Tuesday, April 14, 2009

What Are Friends For?

I was co-oping this morning. With the rain, the children were all inside for free play. I saw my Clara playing something that looked like "house." She was with a pack of girls, all older, all four, a few were even five. They had built some structure that looked like a cross between the car from the Beverly Hillbillies and a baby hospital. There were some bleacher-esque seats but in the front were what looked like two high-chairs where two girls were "babies." It was difficult to discern the pecking order, the power-structure that was at work. Clara was off to the side sitting with what looked like a bristle-block camera that she had built. I went over to her and asked her what it was. She said it was her tv and that she was watching a movie on it. I watched another girl, make her way around to the babies, then around to Clara, clucking and tending to them. I invited Clara away from the game but she refused. What made me so uncomfortable was that she was alone. I wasn't sure if she was excluded, if she was voluntarily alone, or if something had transpired that she was sitting silently alone.

One challenge for me with co-oping is my sense of children older than my children. But I made some head-way today. When Manny was three at this nursery school, the four and five year olds were very intimidating to me. Their familiarity with the school routine, I took as precociousness. Their confidence with potty-training seemed downright arrogant. And then the alliances, all the switching up and the frequent play-dating, made me feel in over my head! When it was all I could do do leave my house with my child, let alone entrust others with him, the thought of all these other things was very difficult for me.

I asked the teacher of the older girls, who was nearest to them, to help me. I said, "I can't figure out the dynamic. I feel anxious for my girl. Will you help me? " I am proud of the ability to do this. This is not a normal pattern of mine but I was not getting a good vibe and I wanted to hesitate from just intervening and accusing these girls of anything. The teacher kept an eye on things and reported, "Clara said that she was feeling included in the game. But she knows I'm right here if she needs help." Later in the afternoon, at home, Clara said, "I was the cousin." My heart sank. The "cousin." The pecking order was that these older girls did not deem Clara worthy enough to be in their nuclear family of play. They were trying to dominate her and subjugate her. My mind spun, "Those little. . . !" but then I looked at my girl. She was not phased by this role. She was happy to be the cousin.

This reminded me of Hersheypark circa 1992. My friends and I are in the recording studio at HP. For something like 25 bucks, you can record a song and take home 5 copies of it. Our natural choice was "More Than Words" by Xtreme. There we were belting out this ballad and our ring leader gestures for me to step back from the microphone. I can still remember it. I remember her telling me to step back, and I remember immediately doing so. And not thinking twice about it. And not being miffed in the least. To this day, I still love that song. (And would be happy to perform it for you.) I paid my share of the recording cost, got my tape, even though, I was relegated to step back like that.
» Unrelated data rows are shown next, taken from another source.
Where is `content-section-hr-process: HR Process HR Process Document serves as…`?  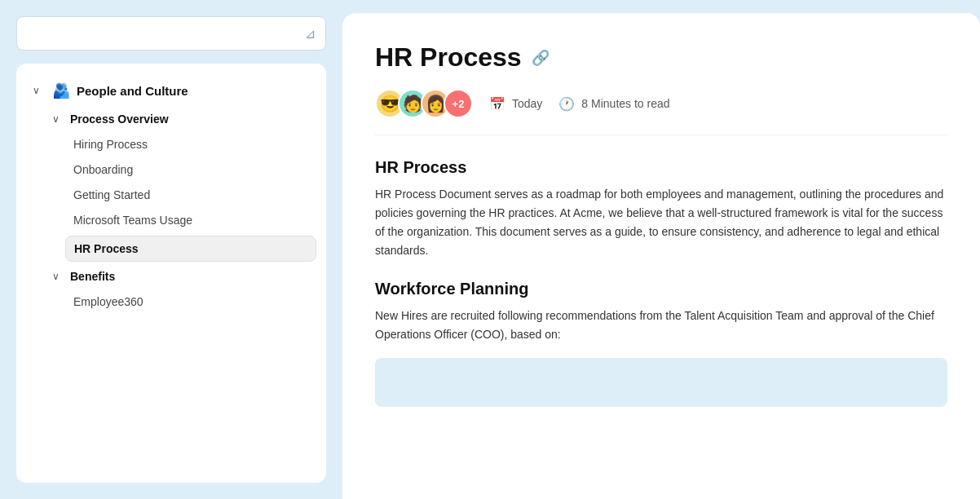 content-section-hr-process: HR Process HR Process Document serves as… is located at coordinates (661, 209).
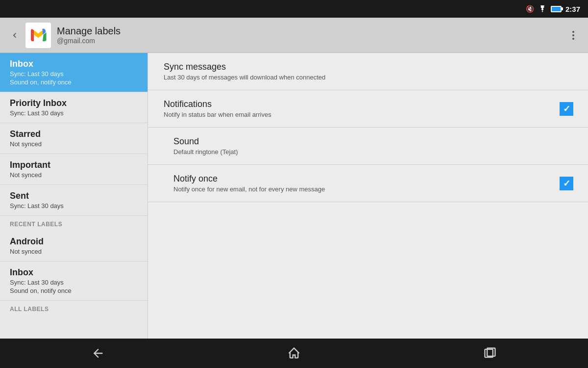 This screenshot has height=368, width=588. What do you see at coordinates (74, 165) in the screenshot?
I see `sidebar-item-important-title: Important` at bounding box center [74, 165].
I think I was like, "Yeah, I'm here, I'm happy to be singing, to be sharing in this experience." And I think this is how it was for Clara playing the role of the "cousin." I think she was happy to be part of the game and not plussed by her status in it either way.

Why do I so quickly assign a value or a status to every game she's playing at school? Or every activity obsess that she is not triumphing, not excelling, not kicking the collective ass of her developmental age group? Why do I do that?

What I want it to boil down to is this: I want her to find her way, to have fun, to pick up a little knowledge in life and as her teacher said, "know that [someone trustworthy and safe] is right there if she needs help along the way." If I think back to the hands-down, bar-none best moments of friendship in my childhood all one needs is fairly simple: someone who you find repeatedly sitting beside you when you are not even aware. Someone who you helps you recover something you lost. Someone who walks with you to the school nurse. Someone who makes you little gifts out of wire or buttons.